In pursuit of wisdom, I often explore intellectual traditions I'm not familiar with. Most recently, I've been reading a sourcebook of Japanese philosophy, in which I found a fascinating essay by Abe Masao (1915-2006) on the Buddhist concept of emptiness or nothingness.
Abe's foil here is Plato. In Plato's dialogue Parmenides, Socrates argues that there must be an ultimate reality behind the unstable flux of human experience - specifically, unchanging archetypes called Forms that are located in some other dimension of existence. With due respect to Plato, Abe maintains that there is no such ultimate reality: the only world we have is the world of experience, behind which there is absolute emptiness or nothingness.
In a similar vein, Buddhism holds that there is no ultimate reality - no unchanging, individual True Self - behind our inner experience, either. Instead, the "original nature" or "buddha nature" is a potential that all human beings can live up to with enough practice (or, given the Buddhist doctrine of reincarnation, enough lifetimes).
Through his opposition to the concept of an ultimate reality, Abe seems to propose a kind of positive emptiness: not a nothingness of despair as in existentialism or fatalism, but a clearing away of the conceptual and emotional underbrush so that we can minimize our attachment to false notions and expectations. Only by doing so can we open ourselves up to fulfilling our highest human potential. Indeed, because Aristotle held that the self is an achievement, Aristotle and the Buddha might not have been very far apart on this issue, which might be a bit of a surprise!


**Task to carry out:** All of the entries below should be returned verbatim, apart from the pictures.

**Provided material:**
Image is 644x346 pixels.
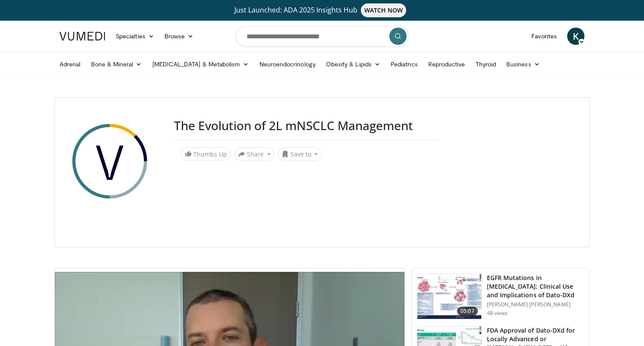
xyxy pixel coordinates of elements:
a: Favorites [526,27,562,45]
h3: The Evolution of 2L mNSCLC Management [173,119,438,133]
a: Obesity & Lipids [321,56,386,73]
button: Save to [278,148,322,161]
a: Pediatrics [386,56,423,73]
a: Browse [159,27,199,45]
a: 05:07 EGFR Mutations in [MEDICAL_DATA]: Clinical Use and Implications of Dato-DXd [PERSON_NAME] [... [417,274,584,320]
iframe: Advertisement [448,119,577,226]
a: [MEDICAL_DATA] & Metabolism [147,56,255,73]
img: bbe4b304-f65a-4e0c-84cf-96cb1ddf056b.150x105_q85_crop-smart_upscale.jpg [418,274,481,320]
a: Just Launched: ADA 2025 Insights HubWATCH NOW [61,4,583,17]
a: Bone & Mineral [86,56,147,73]
a: Specialties [110,27,159,45]
span: WATCH NOW [361,4,406,17]
a: Business [501,56,545,73]
span: 05:07 [457,307,478,316]
h3: EGFR Mutations in [MEDICAL_DATA]: Clinical Use and Implications of Dato-DXd [487,274,584,300]
a: K [567,27,585,45]
p: 48 views [487,310,508,317]
a: Thumbs Up [181,148,231,161]
p: [PERSON_NAME] [PERSON_NAME] [487,302,584,308]
a: Adrenal [55,56,86,73]
a: Thyroid [471,56,502,73]
a: Reproductive [423,56,471,73]
a: Neuroendocrinology [255,56,321,73]
img: VuMedi Logo [59,32,106,41]
input: Search topics, interventions [236,25,408,46]
button: Share [235,148,274,161]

**Answer to the exercise:**
Image is 644x346 pixels.
xyxy pixel coordinates of elements:
a: Favorites [526,27,562,45]
h3: The Evolution of 2L mNSCLC Management [173,119,438,133]
a: Obesity & Lipids [321,56,386,73]
button: Save to [278,148,322,161]
a: Pediatrics [386,56,423,73]
a: Browse [159,27,199,45]
a: 05:07 EGFR Mutations in [MEDICAL_DATA]: Clinical Use and Implications of Dato-DXd [PERSON_NAME] [... [417,274,584,320]
iframe: Advertisement [448,119,577,226]
a: [MEDICAL_DATA] & Metabolism [147,56,255,73]
img: bbe4b304-f65a-4e0c-84cf-96cb1ddf056b.150x105_q85_crop-smart_upscale.jpg [418,274,481,320]
a: Just Launched: ADA 2025 Insights HubWATCH NOW [61,4,583,17]
a: Bone & Mineral [86,56,147,73]
a: Specialties [110,27,159,45]
span: WATCH NOW [361,4,406,17]
a: Business [501,56,545,73]
span: 05:07 [457,307,478,316]
h3: EGFR Mutations in [MEDICAL_DATA]: Clinical Use and Implications of Dato-DXd [487,274,584,300]
a: K [567,27,585,45]
p: 48 views [487,310,508,317]
a: Thumbs Up [181,148,231,161]
p: [PERSON_NAME] [PERSON_NAME] [487,302,584,308]
a: Adrenal [55,56,86,73]
a: Thyroid [471,56,502,73]
a: Reproductive [423,56,471,73]
a: Neuroendocrinology [255,56,321,73]
img: VuMedi Logo [59,32,106,41]
input: Search topics, interventions [236,25,408,46]
button: Share [235,148,274,161]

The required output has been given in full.